Medical Care of Voice Disorders
What kind of questions are expected from one’s doctor?
Correct medical diagnosis in all fields often hinges on asking the right questions, and listening carefully to the answers. This process is known as “taking a history.” Recently, medical care for voice problems has utilized a markedly expanded comprehensive history that recognizes that there is more to the voice than simply the vocal folds. Virtually any body system may be responsible for voice complaints. In fact, problems outside the larynx often cause voice dysfunction in people whose vocal folds appear fairly normal; these individuals would have received no effective medical care until just a few years ago.
What is new in medical care?
Until the 1980’s, most physicians caring for patients with voice disorders asked only a few basic questions such as: How long have you been hoarse? Do you smoke? etc. The physician’s ear was the sole “instrument” used routinely to assess voice quality and function. Visualization of the vocal folds was limited to looking with a mirror placed inside the mouth using regular light, or to direct laryngoscopy (looking directly at the vocal folds through a metal pipe or endoscope) under anesthesia in the operating room. Treatment was generally limited to medicines for infection or inflammation, surgery for bumps or masses, and no treatment if the vocal folds looked “normal.” Occasionally “voice therapy” was recommended, but the specific nature of therapy was not well controlled, and results were often disappointing. Since the early 1980’s, the standard of care has changed dramatically.
What is involved in physical examination of a person with voice problems?
Physical examination of a person with voice complaints involved a complete ear, nose, and throat assessment and examination of other body systems, as appropriate. In 1854, a singing teacher named Manuel Garcia devised the technique of indirect laryngoscopy. He used the sun as a light source and a dental mirror placed in the mouth to look at the vocal folds of his students. This rapidly became a basic tool for physicians, and it is still in daily use, although we now use an electric light rather than the sun (left). This technique is valuable, but has many shortcomings. Effective magnification and photographic documentation are difficult, and standard light does not permit assessment of the rapid and complex motion of the vibratory margin of the vocal folds. After 130 years, the 1980’s finally saw technological advances that address these and other shortcomings (below).
In the last few years, subjective examination has been supplemented by technological aids that improve our ability to “see” the vocal mechanism, and allow quantification of most aspects of its function. When singing the note middle C, for example, the vocal folds come together and separate approximately 250 times per second. Strobovideolaryngoscopy (slow-motion visualization of the vocal folds) used a laryngeal microphone to trigger a stroboscope with illuminates the vocal folds, allowing the examiner to assess them in slow motion. This technology allows detection of small masses, vibratory asymmetries, adynamic segments due to scar or early cancer, and other abnormalities that were simply missed in vocal folds that looked “normal” under continuous light (as opposed to stroboscopic, or pulsed, light). The instruments contained in a well-equipped clinical voice laboratory assess six categories of vocal function: vibratory, aerodynamic, phonatory, acoustic, electromyographic and psychoacoustic. State-of-the-art analysis of vocal function is extremely helpful in diagnosis, therapy, and evaluation of progress during treatment of voice disorders.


Your assignment:
Reproduce word for word the line that contains "Select *woman* with a bounding box." and every line after it to the end of the records, with nothing else added.
########################################
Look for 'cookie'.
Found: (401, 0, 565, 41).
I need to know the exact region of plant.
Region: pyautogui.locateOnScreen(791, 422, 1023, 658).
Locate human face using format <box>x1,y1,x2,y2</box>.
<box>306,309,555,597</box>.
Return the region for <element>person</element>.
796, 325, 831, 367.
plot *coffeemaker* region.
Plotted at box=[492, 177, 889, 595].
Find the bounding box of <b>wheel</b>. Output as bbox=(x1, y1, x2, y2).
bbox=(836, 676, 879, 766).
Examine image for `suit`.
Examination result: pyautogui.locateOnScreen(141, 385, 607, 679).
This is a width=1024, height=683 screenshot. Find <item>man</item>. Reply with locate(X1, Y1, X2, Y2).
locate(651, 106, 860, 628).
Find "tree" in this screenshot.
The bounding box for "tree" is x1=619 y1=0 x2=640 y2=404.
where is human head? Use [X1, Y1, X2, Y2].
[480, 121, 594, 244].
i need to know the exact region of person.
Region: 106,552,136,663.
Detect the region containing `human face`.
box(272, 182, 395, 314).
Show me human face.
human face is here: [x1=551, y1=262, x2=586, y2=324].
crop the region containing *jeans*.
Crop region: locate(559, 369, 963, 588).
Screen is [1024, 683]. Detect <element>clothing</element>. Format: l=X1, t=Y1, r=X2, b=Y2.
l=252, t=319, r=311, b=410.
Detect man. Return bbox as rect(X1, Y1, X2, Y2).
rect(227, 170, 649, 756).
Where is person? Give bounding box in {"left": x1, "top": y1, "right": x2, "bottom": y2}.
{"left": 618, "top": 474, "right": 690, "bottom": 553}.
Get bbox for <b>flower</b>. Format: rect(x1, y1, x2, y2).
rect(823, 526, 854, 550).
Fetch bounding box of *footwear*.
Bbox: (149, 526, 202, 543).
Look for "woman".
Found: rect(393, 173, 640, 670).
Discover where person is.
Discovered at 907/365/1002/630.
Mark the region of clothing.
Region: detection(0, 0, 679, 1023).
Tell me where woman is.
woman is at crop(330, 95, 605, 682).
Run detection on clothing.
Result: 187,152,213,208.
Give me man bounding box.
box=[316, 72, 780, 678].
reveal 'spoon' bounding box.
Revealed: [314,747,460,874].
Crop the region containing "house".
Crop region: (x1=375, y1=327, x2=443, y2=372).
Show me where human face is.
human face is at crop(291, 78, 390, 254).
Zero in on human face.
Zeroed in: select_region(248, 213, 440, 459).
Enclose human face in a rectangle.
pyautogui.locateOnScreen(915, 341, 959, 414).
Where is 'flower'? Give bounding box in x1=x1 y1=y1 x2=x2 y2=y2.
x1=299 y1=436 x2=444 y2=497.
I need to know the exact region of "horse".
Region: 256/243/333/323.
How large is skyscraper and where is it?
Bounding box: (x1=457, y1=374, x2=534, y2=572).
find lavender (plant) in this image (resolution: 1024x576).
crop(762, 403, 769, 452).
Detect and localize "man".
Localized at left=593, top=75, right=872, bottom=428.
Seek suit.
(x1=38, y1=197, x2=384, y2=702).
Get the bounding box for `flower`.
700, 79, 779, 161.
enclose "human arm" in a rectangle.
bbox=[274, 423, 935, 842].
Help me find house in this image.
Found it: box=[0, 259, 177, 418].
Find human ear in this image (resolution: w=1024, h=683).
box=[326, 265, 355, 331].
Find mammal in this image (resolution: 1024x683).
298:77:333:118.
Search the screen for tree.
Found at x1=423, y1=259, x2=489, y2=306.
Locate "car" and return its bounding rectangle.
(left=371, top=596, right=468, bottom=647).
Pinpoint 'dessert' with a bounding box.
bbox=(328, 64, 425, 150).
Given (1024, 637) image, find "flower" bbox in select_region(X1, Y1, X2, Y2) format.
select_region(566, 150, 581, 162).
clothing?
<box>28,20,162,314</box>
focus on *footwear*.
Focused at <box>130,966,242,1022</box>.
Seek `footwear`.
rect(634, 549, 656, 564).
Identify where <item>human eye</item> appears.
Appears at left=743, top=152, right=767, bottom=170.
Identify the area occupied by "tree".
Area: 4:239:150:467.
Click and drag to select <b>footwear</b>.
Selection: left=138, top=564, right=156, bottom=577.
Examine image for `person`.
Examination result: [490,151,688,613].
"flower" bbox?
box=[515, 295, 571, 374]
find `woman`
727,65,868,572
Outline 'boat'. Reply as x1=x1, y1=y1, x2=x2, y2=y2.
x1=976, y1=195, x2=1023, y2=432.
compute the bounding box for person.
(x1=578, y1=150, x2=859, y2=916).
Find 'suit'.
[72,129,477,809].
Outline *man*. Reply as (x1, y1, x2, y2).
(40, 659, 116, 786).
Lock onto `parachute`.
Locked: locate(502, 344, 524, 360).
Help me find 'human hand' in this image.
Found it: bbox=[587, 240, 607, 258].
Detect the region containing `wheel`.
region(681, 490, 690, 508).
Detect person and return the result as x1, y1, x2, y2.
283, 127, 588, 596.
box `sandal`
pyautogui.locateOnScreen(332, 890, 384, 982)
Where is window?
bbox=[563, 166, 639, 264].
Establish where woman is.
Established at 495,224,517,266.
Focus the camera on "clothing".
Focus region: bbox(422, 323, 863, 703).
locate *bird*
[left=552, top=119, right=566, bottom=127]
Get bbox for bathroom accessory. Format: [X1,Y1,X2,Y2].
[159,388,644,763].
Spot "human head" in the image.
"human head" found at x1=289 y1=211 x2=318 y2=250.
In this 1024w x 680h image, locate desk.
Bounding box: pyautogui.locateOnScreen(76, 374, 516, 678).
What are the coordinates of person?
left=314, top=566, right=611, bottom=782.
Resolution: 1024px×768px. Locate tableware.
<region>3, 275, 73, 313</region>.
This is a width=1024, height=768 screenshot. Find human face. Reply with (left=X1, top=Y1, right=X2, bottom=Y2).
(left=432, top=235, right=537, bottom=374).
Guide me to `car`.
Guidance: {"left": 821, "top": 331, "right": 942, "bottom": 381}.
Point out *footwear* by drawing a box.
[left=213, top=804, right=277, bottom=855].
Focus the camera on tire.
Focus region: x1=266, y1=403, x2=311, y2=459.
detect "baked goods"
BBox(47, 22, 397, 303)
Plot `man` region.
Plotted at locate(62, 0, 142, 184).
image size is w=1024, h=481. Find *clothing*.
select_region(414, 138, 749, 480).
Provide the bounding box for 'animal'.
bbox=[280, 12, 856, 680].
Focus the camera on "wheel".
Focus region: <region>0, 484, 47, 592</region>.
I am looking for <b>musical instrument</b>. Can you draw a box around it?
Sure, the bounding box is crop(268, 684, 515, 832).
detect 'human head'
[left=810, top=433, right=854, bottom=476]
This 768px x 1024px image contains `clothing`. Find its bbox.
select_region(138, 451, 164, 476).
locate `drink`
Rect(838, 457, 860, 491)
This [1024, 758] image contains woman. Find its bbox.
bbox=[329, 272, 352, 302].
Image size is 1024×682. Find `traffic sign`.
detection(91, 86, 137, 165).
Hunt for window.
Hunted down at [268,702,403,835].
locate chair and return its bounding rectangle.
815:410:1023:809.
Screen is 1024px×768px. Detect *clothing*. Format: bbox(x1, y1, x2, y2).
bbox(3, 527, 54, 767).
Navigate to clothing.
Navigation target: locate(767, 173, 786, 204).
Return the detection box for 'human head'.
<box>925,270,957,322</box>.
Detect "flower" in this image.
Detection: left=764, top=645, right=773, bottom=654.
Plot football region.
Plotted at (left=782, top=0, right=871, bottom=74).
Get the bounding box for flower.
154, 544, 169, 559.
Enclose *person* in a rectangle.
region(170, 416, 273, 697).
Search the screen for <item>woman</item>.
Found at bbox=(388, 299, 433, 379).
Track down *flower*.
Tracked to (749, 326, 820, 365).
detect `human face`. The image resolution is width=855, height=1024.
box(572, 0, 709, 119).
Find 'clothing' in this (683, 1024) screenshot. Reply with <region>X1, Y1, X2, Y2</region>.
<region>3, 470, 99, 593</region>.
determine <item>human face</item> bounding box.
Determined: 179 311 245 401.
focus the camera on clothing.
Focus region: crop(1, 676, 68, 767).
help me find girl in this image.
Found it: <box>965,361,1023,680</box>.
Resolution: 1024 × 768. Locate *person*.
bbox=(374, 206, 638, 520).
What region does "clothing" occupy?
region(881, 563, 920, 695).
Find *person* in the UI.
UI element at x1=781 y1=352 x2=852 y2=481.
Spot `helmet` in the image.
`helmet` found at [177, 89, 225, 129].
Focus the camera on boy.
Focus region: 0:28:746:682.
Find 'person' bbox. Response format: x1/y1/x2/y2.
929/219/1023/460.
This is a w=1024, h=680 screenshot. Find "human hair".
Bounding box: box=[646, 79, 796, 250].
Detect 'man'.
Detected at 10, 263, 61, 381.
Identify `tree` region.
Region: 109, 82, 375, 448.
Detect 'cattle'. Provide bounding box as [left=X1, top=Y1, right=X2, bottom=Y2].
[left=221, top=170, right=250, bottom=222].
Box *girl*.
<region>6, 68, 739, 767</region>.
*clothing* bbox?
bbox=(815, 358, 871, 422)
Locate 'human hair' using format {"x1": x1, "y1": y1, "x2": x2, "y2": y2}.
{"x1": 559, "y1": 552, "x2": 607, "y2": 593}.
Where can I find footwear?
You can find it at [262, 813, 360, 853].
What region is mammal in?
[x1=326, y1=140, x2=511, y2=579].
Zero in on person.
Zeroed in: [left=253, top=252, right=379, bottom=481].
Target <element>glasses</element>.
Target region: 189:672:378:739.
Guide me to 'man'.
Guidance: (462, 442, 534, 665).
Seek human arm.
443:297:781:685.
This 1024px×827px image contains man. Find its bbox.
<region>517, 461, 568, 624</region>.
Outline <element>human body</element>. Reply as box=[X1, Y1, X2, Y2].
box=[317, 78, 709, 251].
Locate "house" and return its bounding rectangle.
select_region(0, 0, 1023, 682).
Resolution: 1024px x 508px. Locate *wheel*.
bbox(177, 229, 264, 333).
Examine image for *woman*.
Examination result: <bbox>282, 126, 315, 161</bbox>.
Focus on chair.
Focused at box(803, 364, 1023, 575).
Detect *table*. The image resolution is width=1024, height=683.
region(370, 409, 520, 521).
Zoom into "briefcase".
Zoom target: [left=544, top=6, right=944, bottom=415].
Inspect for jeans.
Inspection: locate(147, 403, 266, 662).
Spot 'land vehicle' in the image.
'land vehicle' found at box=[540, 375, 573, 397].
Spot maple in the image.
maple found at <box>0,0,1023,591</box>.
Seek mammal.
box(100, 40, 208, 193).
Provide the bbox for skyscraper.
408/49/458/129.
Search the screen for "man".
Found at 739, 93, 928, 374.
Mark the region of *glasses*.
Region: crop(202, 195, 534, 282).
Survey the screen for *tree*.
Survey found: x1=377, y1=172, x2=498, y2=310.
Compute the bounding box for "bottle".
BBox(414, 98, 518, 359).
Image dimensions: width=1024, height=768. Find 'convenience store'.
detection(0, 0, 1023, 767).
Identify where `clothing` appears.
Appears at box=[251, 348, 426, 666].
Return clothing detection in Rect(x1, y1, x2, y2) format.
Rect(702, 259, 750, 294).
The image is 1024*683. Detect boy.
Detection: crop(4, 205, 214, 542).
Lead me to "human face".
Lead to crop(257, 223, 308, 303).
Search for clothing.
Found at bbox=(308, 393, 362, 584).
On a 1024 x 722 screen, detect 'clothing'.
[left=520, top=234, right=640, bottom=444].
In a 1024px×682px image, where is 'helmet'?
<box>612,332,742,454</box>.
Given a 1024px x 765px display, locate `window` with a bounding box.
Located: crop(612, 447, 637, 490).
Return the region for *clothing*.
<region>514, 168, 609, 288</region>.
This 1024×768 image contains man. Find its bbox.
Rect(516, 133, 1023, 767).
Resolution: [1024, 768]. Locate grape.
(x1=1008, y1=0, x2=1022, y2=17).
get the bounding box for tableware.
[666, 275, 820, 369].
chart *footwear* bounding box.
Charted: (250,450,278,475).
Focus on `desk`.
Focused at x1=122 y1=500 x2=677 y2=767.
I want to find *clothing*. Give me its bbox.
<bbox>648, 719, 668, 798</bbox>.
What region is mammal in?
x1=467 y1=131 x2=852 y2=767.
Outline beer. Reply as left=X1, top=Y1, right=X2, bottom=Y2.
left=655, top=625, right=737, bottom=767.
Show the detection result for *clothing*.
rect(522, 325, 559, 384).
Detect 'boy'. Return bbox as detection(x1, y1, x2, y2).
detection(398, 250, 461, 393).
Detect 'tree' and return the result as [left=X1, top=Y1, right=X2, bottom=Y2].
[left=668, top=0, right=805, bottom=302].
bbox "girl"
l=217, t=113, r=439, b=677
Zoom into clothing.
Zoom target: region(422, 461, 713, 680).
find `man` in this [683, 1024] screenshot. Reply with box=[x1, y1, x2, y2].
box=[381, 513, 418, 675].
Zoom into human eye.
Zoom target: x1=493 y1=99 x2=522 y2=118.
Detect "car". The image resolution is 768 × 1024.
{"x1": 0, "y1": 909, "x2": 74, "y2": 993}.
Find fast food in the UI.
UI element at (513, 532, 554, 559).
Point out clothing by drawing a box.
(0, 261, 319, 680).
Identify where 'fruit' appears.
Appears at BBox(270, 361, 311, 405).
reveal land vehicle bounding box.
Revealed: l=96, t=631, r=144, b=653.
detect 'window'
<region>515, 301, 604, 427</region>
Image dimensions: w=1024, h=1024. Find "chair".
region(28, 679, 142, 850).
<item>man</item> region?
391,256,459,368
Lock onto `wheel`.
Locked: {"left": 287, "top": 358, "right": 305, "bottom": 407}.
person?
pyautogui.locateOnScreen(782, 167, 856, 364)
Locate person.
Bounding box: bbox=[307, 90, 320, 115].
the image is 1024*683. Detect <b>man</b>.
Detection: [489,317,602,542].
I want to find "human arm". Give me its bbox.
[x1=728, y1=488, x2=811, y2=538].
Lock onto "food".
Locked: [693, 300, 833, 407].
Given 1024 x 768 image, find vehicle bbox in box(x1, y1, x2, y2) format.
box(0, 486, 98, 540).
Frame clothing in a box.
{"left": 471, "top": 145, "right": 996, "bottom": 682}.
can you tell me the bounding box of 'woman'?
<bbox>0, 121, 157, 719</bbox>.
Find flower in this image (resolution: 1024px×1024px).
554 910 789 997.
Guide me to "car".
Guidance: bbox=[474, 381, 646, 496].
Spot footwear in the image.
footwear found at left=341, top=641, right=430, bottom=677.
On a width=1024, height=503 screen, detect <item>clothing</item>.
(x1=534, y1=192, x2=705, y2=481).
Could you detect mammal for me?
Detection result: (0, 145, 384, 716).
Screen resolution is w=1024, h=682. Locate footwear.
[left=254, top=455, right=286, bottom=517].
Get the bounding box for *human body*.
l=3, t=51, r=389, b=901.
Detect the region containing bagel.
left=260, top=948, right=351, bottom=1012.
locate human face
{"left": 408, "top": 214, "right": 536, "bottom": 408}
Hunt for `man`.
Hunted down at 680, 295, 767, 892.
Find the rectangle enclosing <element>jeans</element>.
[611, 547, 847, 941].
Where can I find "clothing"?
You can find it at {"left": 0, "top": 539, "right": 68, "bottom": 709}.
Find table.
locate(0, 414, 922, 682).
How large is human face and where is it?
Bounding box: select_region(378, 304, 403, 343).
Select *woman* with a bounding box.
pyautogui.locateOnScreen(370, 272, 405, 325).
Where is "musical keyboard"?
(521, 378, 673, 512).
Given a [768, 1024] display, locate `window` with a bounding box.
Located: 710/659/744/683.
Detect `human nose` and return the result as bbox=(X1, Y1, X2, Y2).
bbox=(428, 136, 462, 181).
########################################
Expected output:
Select *woman* with a bounding box.
pyautogui.locateOnScreen(370, 272, 405, 325).
Where is "musical keyboard"?
(521, 378, 673, 512).
Given a [768, 1024] display, locate `window` with a bounding box.
Located: 710/659/744/683.
Detect `human nose` and return the result as bbox=(X1, Y1, X2, Y2).
bbox=(428, 136, 462, 181).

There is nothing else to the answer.